Not long after the immigration from China began, the Chinese in San Francisco organized into four associations, or houses. The associations corresponded to the regions from which the various Chinese emigrated, and new arrivals were easily sorted into the appropriate associations on the basis of their dialects. In some respects the associations acted much like the joint-stock companies of many of the other argonauts, with members pledging mutual protection and assistance. For the Chinese, a particular obligation of the associations was the return to China of the bones of any argonaut who died in America, that he might be honored by his descendants.

Partly because of his command of English, and partly because of an evident appreciation of power and its uses, Yee Ah Tye became the principal agent of the Sze Yup association not long after his arrival. The association agents represented the interests of the associations to the civic authorities; they also presided over disputes among association members. In this latter regard they sometimes acted extralegally but with the acquiescence of the authorities, forming a kind of vigilance committee for Chinese.

On occasion the leaders of the Chinese associations overstepped their bounds. A San Francisco grand jury registered its concern in a report on the Chinese situation:

We find in existence in this community a society of Chinese called the Four Great Houses, established for the purpose of forcing trade to their different establishments and to prevent passengers among their countrymen from purchasing tickets from any but themselves, and punishing with fines and the bastinado all who may transgress their laws. Several on this account were most cruelly
beaten…. They have regular meetings, which are presided over by the heads of the four great houses, viz., Sam Wo, Ah Tie [Yee Ah Tye] and the two Ah Chings. They have posted up printed handbills in their own language and signed by themselves, forewarning all from transgressing their laws and threatening their punishment.

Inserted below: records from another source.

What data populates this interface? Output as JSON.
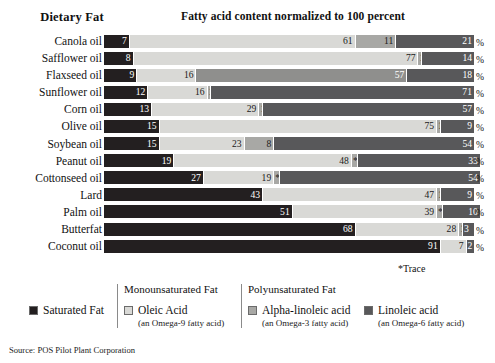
{
  "header": {
    "category_label": "Dietary Fat",
    "title": "Fatty acid content normalized to 100 percent"
  },
  "percent_symbol": "%",
  "trace_note": "*Trace",
  "source": "Source: POS Pilot Plant Corporation",
  "colors": {
    "saturated": "#231f20",
    "oleic": "#d9d9d6",
    "alpha_linolenic": "#a8a8a5",
    "linoleic": "#58585a",
    "background": "#ffffff"
  },
  "legend": {
    "group_headers": [
      "Monounsaturated Fat",
      "Polyunsaturated Fat"
    ],
    "items": [
      {
        "label": "Saturated Fat",
        "sub": "",
        "color": "#231f20"
      },
      {
        "label": "Oleic Acid",
        "sub": "(an Omega-9 fatty acid)",
        "color": "#d9d9d6"
      },
      {
        "label": "Alpha-linoleic acid",
        "sub": "(an Omega-3 fatty acid)",
        "color": "#a8a8a5"
      },
      {
        "label": "Linoleic acid",
        "sub": "(an Omega-6 fatty acid)",
        "color": "#58585a"
      }
    ]
  },
  "chart_data": {
    "type": "bar",
    "orientation": "horizontal",
    "stacked": true,
    "normalized_to": 100,
    "title": "Fatty acid content normalized to 100 percent",
    "xlabel": "",
    "ylabel": "Dietary Fat",
    "xlim": [
      0,
      100
    ],
    "grid": false,
    "legend_position": "bottom",
    "categories": [
      "Canola oil",
      "Safflower oil",
      "Flaxseed oil",
      "Sunflower oil",
      "Corn oil",
      "Olive oil",
      "Soybean oil",
      "Peanut oil",
      "Cottonseed oil",
      "Lard",
      "Palm oil",
      "Butterfat",
      "Coconut oil"
    ],
    "series": [
      {
        "name": "Saturated Fat",
        "key": "sat",
        "values": [
          7,
          8,
          9,
          12,
          13,
          15,
          15,
          19,
          27,
          43,
          51,
          68,
          91
        ]
      },
      {
        "name": "Oleic Acid",
        "key": "ole",
        "values": [
          61,
          77,
          16,
          16,
          29,
          75,
          23,
          48,
          19,
          47,
          39,
          28,
          7
        ]
      },
      {
        "name": "Alpha-linoleic acid",
        "key": "ala",
        "values": [
          11,
          1,
          57,
          1,
          1,
          1,
          8,
          0,
          0,
          1,
          0,
          1,
          0
        ]
      },
      {
        "name": "Linoleic acid",
        "key": "lin",
        "values": [
          21,
          14,
          18,
          71,
          57,
          9,
          54,
          33,
          54,
          9,
          10,
          3,
          2
        ]
      }
    ],
    "rows": [
      {
        "label": "Canola oil",
        "segments": [
          {
            "key": "sat",
            "value": 7,
            "text": "7"
          },
          {
            "key": "ole",
            "value": 61,
            "text": "61"
          },
          {
            "key": "ala",
            "value": 11,
            "text": "11"
          },
          {
            "key": "lin",
            "value": 21,
            "text": "21"
          }
        ]
      },
      {
        "label": "Safflower oil",
        "segments": [
          {
            "key": "sat",
            "value": 8,
            "text": "8"
          },
          {
            "key": "ole",
            "value": 77,
            "text": "77"
          },
          {
            "key": "ala",
            "value": 1,
            "text": "1"
          },
          {
            "key": "lin",
            "value": 14,
            "text": "14"
          }
        ]
      },
      {
        "label": "Flaxseed oil",
        "segments": [
          {
            "key": "sat",
            "value": 9,
            "text": "9"
          },
          {
            "key": "ole",
            "value": 16,
            "text": "16"
          },
          {
            "key": "ala",
            "value": 57,
            "text": "57"
          },
          {
            "key": "lin",
            "value": 18,
            "text": "18"
          }
        ]
      },
      {
        "label": "Sunflower oil",
        "segments": [
          {
            "key": "sat",
            "value": 12,
            "text": "12"
          },
          {
            "key": "ole",
            "value": 16,
            "text": "16"
          },
          {
            "key": "ala",
            "value": 1,
            "text": "1"
          },
          {
            "key": "lin",
            "value": 71,
            "text": "71"
          }
        ]
      },
      {
        "label": "Corn oil",
        "segments": [
          {
            "key": "sat",
            "value": 13,
            "text": "13"
          },
          {
            "key": "ole",
            "value": 29,
            "text": "29"
          },
          {
            "key": "ala",
            "value": 1,
            "text": "1"
          },
          {
            "key": "lin",
            "value": 57,
            "text": "57"
          }
        ]
      },
      {
        "label": "Olive oil",
        "segments": [
          {
            "key": "sat",
            "value": 15,
            "text": "15"
          },
          {
            "key": "ole",
            "value": 75,
            "text": "75"
          },
          {
            "key": "ala",
            "value": 1,
            "text": "1"
          },
          {
            "key": "lin",
            "value": 9,
            "text": "9"
          }
        ]
      },
      {
        "label": "Soybean oil",
        "segments": [
          {
            "key": "sat",
            "value": 15,
            "text": "15"
          },
          {
            "key": "ole",
            "value": 23,
            "text": "23"
          },
          {
            "key": "ala",
            "value": 8,
            "text": "8"
          },
          {
            "key": "lin",
            "value": 54,
            "text": "54"
          }
        ]
      },
      {
        "label": "Peanut oil",
        "segments": [
          {
            "key": "sat",
            "value": 19,
            "text": "19"
          },
          {
            "key": "ole",
            "value": 48,
            "text": "48"
          },
          {
            "key": "ala",
            "value": 0,
            "text": "*"
          },
          {
            "key": "lin",
            "value": 33,
            "text": "33"
          }
        ]
      },
      {
        "label": "Cottonseed oil",
        "segments": [
          {
            "key": "sat",
            "value": 27,
            "text": "27"
          },
          {
            "key": "ole",
            "value": 19,
            "text": "19"
          },
          {
            "key": "ala",
            "value": 0,
            "text": "*"
          },
          {
            "key": "lin",
            "value": 54,
            "text": "54"
          }
        ]
      },
      {
        "label": "Lard",
        "segments": [
          {
            "key": "sat",
            "value": 43,
            "text": "43"
          },
          {
            "key": "ole",
            "value": 47,
            "text": "47"
          },
          {
            "key": "ala",
            "value": 1,
            "text": "1"
          },
          {
            "key": "lin",
            "value": 9,
            "text": "9"
          }
        ]
      },
      {
        "label": "Palm oil",
        "segments": [
          {
            "key": "sat",
            "value": 51,
            "text": "51"
          },
          {
            "key": "ole",
            "value": 39,
            "text": "39"
          },
          {
            "key": "ala",
            "value": 0,
            "text": "*"
          },
          {
            "key": "lin",
            "value": 10,
            "text": "10"
          }
        ]
      },
      {
        "label": "Butterfat",
        "segments": [
          {
            "key": "sat",
            "value": 68,
            "text": "68"
          },
          {
            "key": "ole",
            "value": 28,
            "text": "28"
          },
          {
            "key": "ala",
            "value": 1,
            "text": "1"
          },
          {
            "key": "lin",
            "value": 3,
            "text": "3"
          }
        ]
      },
      {
        "label": "Coconut oil",
        "segments": [
          {
            "key": "sat",
            "value": 91,
            "text": "91"
          },
          {
            "key": "ole",
            "value": 7,
            "text": "7"
          },
          {
            "key": "lin",
            "value": 2,
            "text": "2"
          }
        ]
      }
    ]
  }
}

Yee was the most notorious of the association leaders. The
San Francisco Herald
called him a “would-be Mandarin” and a “petty despot” who “inflicted severe corporeal punishment upon many of his more humble countrymen… cutting off their ears, flogging them and keeping them chained for hours together.” The
Alta California
dubbed him a “Grand Inquisitor” who was “endeavoring to coerce his brethren into such measures as he may suggest and dictate.” Various reports indicated that Yee had put a bounty on the head of a Chinese who defied him; this man then sought protection from the civil authorities. Within a week, however, the
Alta California
explained that the quarrel had been “satisfactorily settled outside of the judicial tribunal.” In another case, Yee struck a deal directly with the court. Convicted of assault and battery, he was sentenced to five days in the city jail. But he appealed the sentence, posted bond of $1,000, and was allowed to remain at large.

That he commanded this kind of money indicated that things were going well for him—whether by fair means or foul. (The California press wasn’t unbiased in reporting on Chinese affairs, but the direction of the bias in matters internal to the Chinese community was neither obvious nor consistent). Unfortunately for Yee and the Chinese community in general, their very success provoked the displeasure of many Americans. American miners repeatedly drove Chinese miners from the goldfields, as Tom Archer noted in Stockton. American workers constantly accused Chinese workers of stealing jobs and driving down wages. American politicians and editors regularly recommended barring the Chinese from California.